Court sentences German royal to pay high fine

March 09, 2010 08:25 pm | Updated 08:25 pm IST - HILDESHEIM, Germany

Princess Caroline of Monaco, right, with former South African President Nelson Mandela, left, during a photo opportunity in Johannesburg. File photo: AP.

Princess Caroline of Monaco, right, with former South African President Nelson Mandela, left, during a photo opportunity in Johannesburg. File photo: AP.

Princess Caroline of Monaco’s husband was convicted in Germany on Tuesday of a decade—old altercation in Kenya and fined euro 200,000 ($270,000).

Hildesheim state court Judge Andreas Schlueter, found Ernst August von Hannover guilty on Tuesday of intentionally causing bodily harm to a Kenyan hotelier, German news agency DAPD reported.

The judge followed the prosecution’s request and fined him the equivalent of 40 days of his salary, which the court estimated at euro 5,000 daily. Ernst August has refused to disclose his finances to the court.

The 56—year—old great—grandson of the last German emperor, Wilhelm II, was retried after being convicted in 2004 and fined euro 445,000.

Ernst August did not deny the assault but was seeking to have his sentence reduced. While the fine is lower than in the previous ruling, his lawyers could not secure the acquittal they tried to obtain.

In the first trial, Ernst August was ruled to have hit hotelier Josef Bruhnlehner, on the Kenyan holiday island of Lamu repeatedly with a metal ring that he was wearing. The prince and Caroline, however, maintained he only slapped the man in the 2001 incident and Bruhnlehner greatly exaggerated his injuries.

Caroline testified behind closed doors on her husband’s behalf in a 2008 hearing that led to the retrial. In January, the princess, 53, testified again for him publicly at the Hildesheim court, arguing that Bruhnlehner was exaggerating.

Kenyan authorities did not arrest Ernst August after the incident, but it was pursued in Germany where the law allows prosecutors to charge citizens who commit crimes abroad.

It is not Ernst August’s first run—in with the law; he was fined in 1999 for attacking a German photographer and had his driver’s license suspended for a month in 2003 for speeding on a French highway.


## TO DO
Below are the records. Gather each line that holds "cars".

^^^^^^^^

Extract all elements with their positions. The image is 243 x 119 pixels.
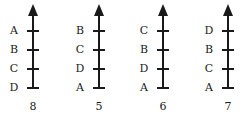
tick-label: C <box>137 25 151 37</box>
scale-number: 8 <box>25 101 41 113</box>
tick-label: A <box>7 25 21 37</box>
tick <box>93 49 105 51</box>
tick-label: B <box>202 44 216 56</box>
tick <box>27 49 39 51</box>
tick-label: D <box>137 63 151 75</box>
tick <box>222 49 234 51</box>
tick <box>93 30 105 32</box>
tick-label: D <box>73 63 87 75</box>
scale-3: C B D A 6 <box>143 0 183 119</box>
tick <box>157 30 169 32</box>
tick <box>222 68 234 70</box>
tick-label: D <box>202 25 216 37</box>
tick <box>222 30 234 32</box>
tick-label: C <box>73 44 87 56</box>
tick <box>157 49 169 51</box>
tick <box>222 87 234 89</box>
scale-1: A B C D 8 <box>13 0 53 119</box>
tick <box>157 68 169 70</box>
scale-2: B C D A 5 <box>79 0 119 119</box>
tick-label: A <box>73 82 87 94</box>
tick <box>27 68 39 70</box>
tick-label: A <box>137 82 151 94</box>
scale-number: 5 <box>91 101 107 113</box>
tick <box>93 68 105 70</box>
tick-label: B <box>73 25 87 37</box>
tick <box>157 87 169 89</box>
tick-label: A <box>202 82 216 94</box>
tick-label: C <box>7 63 21 75</box>
tick <box>27 30 39 32</box>
tick-label: D <box>7 82 21 94</box>
tick <box>27 87 39 89</box>
scale-number: 7 <box>220 101 236 113</box>
tick-label: B <box>7 44 21 56</box>
scale-4: D B C A 7 <box>208 0 243 119</box>
tick-label: C <box>202 63 216 75</box>
scale-number: 6 <box>155 101 171 113</box>
tick <box>93 87 105 89</box>
tick-label: B <box>137 44 151 56</box>
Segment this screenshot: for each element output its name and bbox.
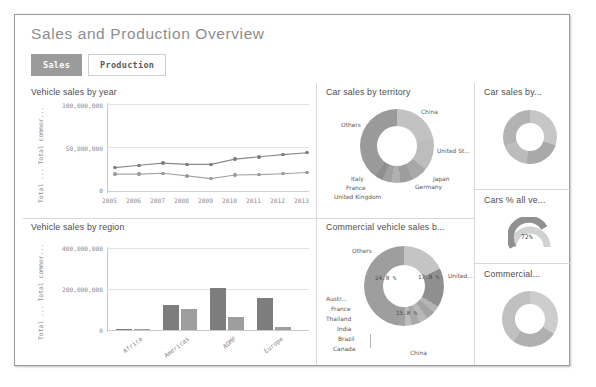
data-point <box>185 174 188 177</box>
slice-label-others: Others <box>352 248 372 254</box>
slice-pct-united-states: 17.8 % <box>418 274 439 280</box>
slice-label-france: France <box>331 306 351 312</box>
panel-commercial-vehicle-sales[interactable]: Commercial vehicle sales b... 17.8 % 15.… <box>320 222 474 365</box>
row-divider-right-2 <box>474 263 571 264</box>
panel-car-sales-by-small[interactable]: Car sales by... <box>478 85 571 189</box>
tab-bar: Sales Production <box>31 54 166 76</box>
panel-title-car-sales-by-territory: Car sales by territory <box>326 87 410 97</box>
y-tick-line-1: 50,000,000 <box>41 145 103 152</box>
slice-label-china: China <box>421 109 438 115</box>
tab-production[interactable]: Production <box>88 54 166 76</box>
x-tick-line: 2009 <box>198 197 213 204</box>
slice-label-italy: Italy <box>351 176 364 182</box>
x-tick-line: 2006 <box>126 197 141 204</box>
slice-pct-others: 24.8 % <box>375 275 396 281</box>
gauge-cars-pct: 72% <box>508 217 552 249</box>
x-tick-bar: AOMF <box>206 335 237 361</box>
data-point <box>257 155 260 158</box>
gridline-bar-top <box>107 248 309 249</box>
page-title: Sales and Production Overview <box>31 25 265 43</box>
data-point <box>137 172 140 175</box>
x-tick-bar: Europe <box>253 335 284 361</box>
y-tick-line-0: 0 <box>41 187 103 194</box>
data-point <box>113 166 116 169</box>
panel-title-commercial-small: Commercial... <box>484 269 540 279</box>
donut-hole <box>383 265 425 307</box>
dashboard-frame: Sales and Production Overview Sales Prod… <box>14 14 570 366</box>
donut-car-sales-by-small <box>503 110 557 164</box>
data-point <box>161 161 164 164</box>
bar-aomf-cars <box>210 288 226 330</box>
slice-label-brazil: Brazil <box>338 336 354 342</box>
y-tick-bar-2: 400,000,000 <box>41 245 103 252</box>
slice-label-germany: Germany <box>415 184 442 190</box>
slice-label-others: Others <box>341 122 361 128</box>
bar-americas-commercial <box>181 309 197 330</box>
data-point <box>233 157 236 160</box>
x-tick-bar: Americas <box>159 335 190 361</box>
y-tick-bar-0: 0 <box>41 327 103 334</box>
x-tick-line: 2010 <box>222 197 237 204</box>
slice-label-united-states: United St... <box>437 148 470 154</box>
gridline-bar-mid <box>107 289 309 290</box>
panel-cars-pct-all-vehicles[interactable]: Cars % all ve... 72% <box>478 193 571 263</box>
bar-europe-cars <box>257 298 273 330</box>
bar-africa-commercial <box>134 329 150 330</box>
x-tick-line: 2011 <box>246 197 261 204</box>
panel-car-sales-by-territory[interactable]: Car sales by territory China United St..… <box>320 85 474 217</box>
column-divider-1 <box>316 83 317 365</box>
panel-title-commercial-vehicle-sales: Commercial vehicle sales b... <box>326 222 445 232</box>
bar-africa-cars <box>116 329 132 330</box>
panel-title-vehicle-sales-by-region: Vehicle sales by region <box>31 222 124 232</box>
donut-hole <box>377 126 417 166</box>
gauge-value-label: 72% <box>521 233 533 241</box>
slice-label-united-kingdom: United Kingdom <box>334 194 381 200</box>
data-point <box>161 172 164 175</box>
data-point <box>137 164 140 167</box>
column-divider-2 <box>474 83 475 365</box>
donut-hole <box>516 123 544 151</box>
donut-hole <box>515 304 545 334</box>
data-point <box>209 163 212 166</box>
data-point <box>113 172 116 175</box>
x-tick-line: 2005 <box>102 197 117 204</box>
slice-label-united-states: United... <box>448 273 473 279</box>
data-point <box>209 177 212 180</box>
data-point <box>257 173 260 176</box>
x-tick-line: 2012 <box>270 197 285 204</box>
slice-label-india: India <box>337 326 351 332</box>
tab-sales[interactable]: Sales <box>31 54 82 76</box>
panel-title-cars-pct-all-vehicles: Cars % all ve... <box>484 195 546 205</box>
x-tick-bar: Africa <box>112 335 143 361</box>
slice-label-canada: Canada <box>333 346 355 352</box>
slice-label-china: China <box>410 350 427 356</box>
panel-commercial-small[interactable]: Commercial... <box>478 267 571 365</box>
slice-label-japan: Japan <box>433 176 449 182</box>
y-tick-line-2: 100,000,000 <box>41 102 103 109</box>
leader-line <box>370 334 371 348</box>
donut-car-sales-by-territory <box>360 109 434 183</box>
data-point <box>233 173 236 176</box>
panel-vehicle-sales-by-year[interactable]: Vehicle sales by year Total ... Total co… <box>23 85 316 217</box>
panel-vehicle-sales-by-region[interactable]: Vehicle sales by region Total ... Total … <box>23 222 316 365</box>
row-divider-mid <box>316 218 474 219</box>
slice-label-thailand: Thailand <box>326 316 351 322</box>
x-tick-line: 2013 <box>294 197 309 204</box>
panel-title-car-sales-by-small: Car sales by... <box>484 87 542 97</box>
y-tick-bar-1: 200,000,000 <box>41 286 103 293</box>
bar-aomf-commercial <box>228 317 244 330</box>
data-point <box>305 171 308 174</box>
panel-title-vehicle-sales-by-year: Vehicle sales by year <box>31 87 117 97</box>
bar-europe-commercial <box>275 327 291 330</box>
line-series-svg <box>107 103 311 195</box>
bar-americas-cars <box>163 305 179 330</box>
slice-pct-china: 15.8 % <box>396 310 417 316</box>
slice-label-france: France <box>346 185 366 191</box>
data-point <box>185 163 188 166</box>
row-divider-right-1 <box>474 189 571 190</box>
row-divider-left <box>23 218 316 219</box>
data-point <box>281 153 284 156</box>
donut-commercial-small <box>502 291 558 347</box>
x-tick-line: 2007 <box>150 197 165 204</box>
x-tick-line: 2008 <box>174 197 189 204</box>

^^^^^^^^

## REPLY TO THE TASK
gauge-cars-pct: 72% <box>508 217 552 249</box>
bar-aomf-cars <box>210 288 226 330</box>
panel-cars-pct-all-vehicles[interactable]: Cars % all ve... 72% <box>478 193 571 263</box>
bar-europe-cars <box>257 298 273 330</box>
bar-africa-cars <box>116 329 132 330</box>
panel-title-cars-pct-all-vehicles: Cars % all ve... <box>484 195 546 205</box>
bar-americas-cars <box>163 305 179 330</box>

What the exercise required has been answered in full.